Name: Julia Longtin
Member since: 2000-05-20 02:19:10
Last Login: 2008-06-30 16:50:53
Homepage: openpmi.org
Notes: LinuxPMI Cheif Necromancer, Ex-Openmosix hacker, Gift hacker, Camera driver hacker, Hardware hacker, basically interested in all things robotic/image recognition/clustering.
I decided to start at the beginning on my documentation again. the stuff i was writing at patch 47 was much better than the level of detail i provided at the beginning. I naively thought i'd make it to patch 47 again inside of a week.
Then I ran into patch 17.
Patch 17 is the x86_64 entry.S system call insertion. in this patch, we do something evil to the stack (that i still don't quite understand), to make sure space for the userspace registers is allocated and available when we jump to the user_thread handler.
Its all written in X86_64 assembly. I haven't done assembly since before i started using linux.
So now, I'm reading "The Revolutionary Guide to Assembly Language". I'm about 100 pages in. it may be x86, not x86_64, and may cover dos and bios calls, but i'm pretty sure when i get through it, i'll be ready to tackle this file.
On an ironic note, I've already made it through the X86 version of this patch. I'll probably go through it again, before going on to patch 18.
This assembly makes my head hurt.
this patch was all functions for 'doing work' on the home node on behalf of the remote node. syscalls, fork(), execve, mmap.. several file related functions, all called only on the remote node. the quality of the code in this patch was pretty high.
i pounded through this commentary, listening to my usual xaphan.us monday night show. the code was rather straightforward, even if it seems complex. the most grevious error i could find in it was a case of memory leak if something went wrong in remote_execve.
on the plus side, this is the last patch of its side in the 'first 98' that makes a compilable version of openmosix. its all downhill from here, mostly headers. then at least I'll have something that compiles, to start cleaning up, piece by piece. only 322 patches in the set!
so, I've done two levels of review on 7,200 lines of patch, with 25,000 lines total. and its taken me 5 months. I'm way over my head. *shrugs*
and after all that, I've still got outstanding bugs.
my brain will pay for this in the morning.
I underestimated how much of a pain it is to dig through incomplete code. after documenting all 391 lines of the stuff, I'm convinced that this version is being called by nothing, to accomplish nothing. later patches touch this file, however, so *shrugs*.
I went to a great dylan rymes show the other day. one of the neatest things was that he plays the stuff that my local associates at xaphan.us are playing.. then takes it farther. starting up, it sounded like xaphan's regular monday night show.. but then it built into something amazing.
other than that, i'm still job hunting, after 5 months. i've out-stripped the job market in the local area. the most advanced stuff i can find to do is port $EVIL_COMPANY's applications from one version of *nix to another, and i don't *write* non-free software, so thats out. Ugh. I guess its time to move out of the area.
one more patch down.. some 52 hunks to work through before i start actually laying hands on this stuff.
this patch was the mirror image of patch 44, called to actually send a process either home, or remote. theres some discrepancies between the two processor context send/recv functions i'll have to fix, an of course the vma file handling is broken, which is the thing that needs fixed to call this all 'beta' quality.
personally, recovering from patch 44 was hard. that was really like hitting myself in the head with a hammer. i've only got 5 more patches that should be near that ugly, however.
in theory, it should possible to migrate processes from ia32 to AMD64, and back. in practice.. the code isn't written for it.
while digging through this process teardown/buildup code, i can almost "smell" a process suspend-to-disk procedure, which would be neat to have on hand for things like kernel reboots without losing userspace state. likely also handy for suspend to disk, where you don't any longer have to 'save' userspace. outside the range of the problem i'm solving at the moment, however. process migration is such a big problem.. its truely overwhelming.
having watched the new Battlestar Galactica, i really feel some similarities between events in that, and how i ended up with this mess in my hands. unfortunately, none of my local friends are up-to-date on the series, so i can't talk about it. annoying!
its about time for classes to be over for the university students. i'm wondering how many of the irregulars will show up to the project this year.
my bain, however, is mush. i'm not meant to review that much code at once. i just got "inspired".
ouch. my poor poor brain.
i really wish someone would review this stuff. i'm sure i made several mistakes, and this is my SECOND time commentarying..
i had a job inteview first thing this morning. i seem to do good on those. heres hoping.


Assignment:
Print out all of the records exactly; no picture belongs in the result.

Input material:
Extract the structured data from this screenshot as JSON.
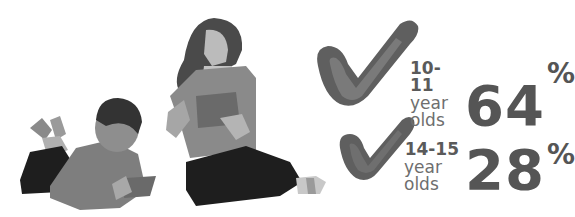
{
  "illustration": {
    "description": "Boy lying on floor with tablet and girl sitting reading a tablet",
    "colors": {
      "hair": "#4a4a4a",
      "skin": "#b8b8b8",
      "shirt": "#8a8a8a",
      "pants": "#1e1e1e",
      "tablet": "#707070"
    }
  },
  "stats": [
    {
      "age_range": "10-11",
      "label": "year olds",
      "value": "64",
      "unit": "%"
    },
    {
      "age_range": "14-15",
      "label": "year olds",
      "value": "28",
      "unit": "%"
    }
  ],
  "colors": {
    "check_dark": "#5f5f5f",
    "check_mid": "#7a7a7a",
    "text": "#555555"
  }
}
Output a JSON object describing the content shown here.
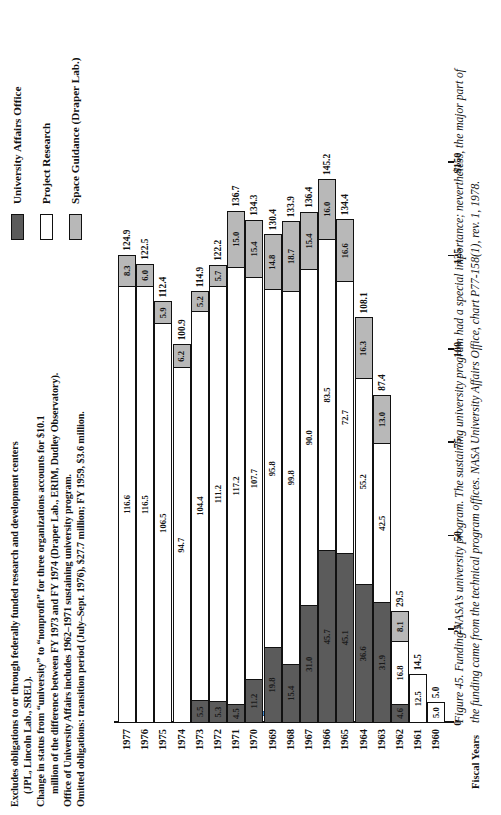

Exercise output:
Extract the structured data from this screenshot as JSON.
{
  "illustration": {
    "description": "Boy lying on floor with tablet and girl sitting reading a tablet",
    "colors": {
      "hair": "#4a4a4a",
      "skin": "#b8b8b8",
      "shirt": "#8a8a8a",
      "pants": "#1e1e1e",
      "tablet": "#707070"
    }
  },
  "stats": [
    {
      "age_range": "10-11",
      "label": "year olds",
      "value": "64",
      "unit": "%"
    },
    {
      "age_range": "14-15",
      "label": "year olds",
      "value": "28",
      "unit": "%"
    }
  ],
  "colors": {
    "check_dark": "#5f5f5f",
    "check_mid": "#7a7a7a",
    "text": "#555555"
  }
}
Output a JSON object describing the content shown here.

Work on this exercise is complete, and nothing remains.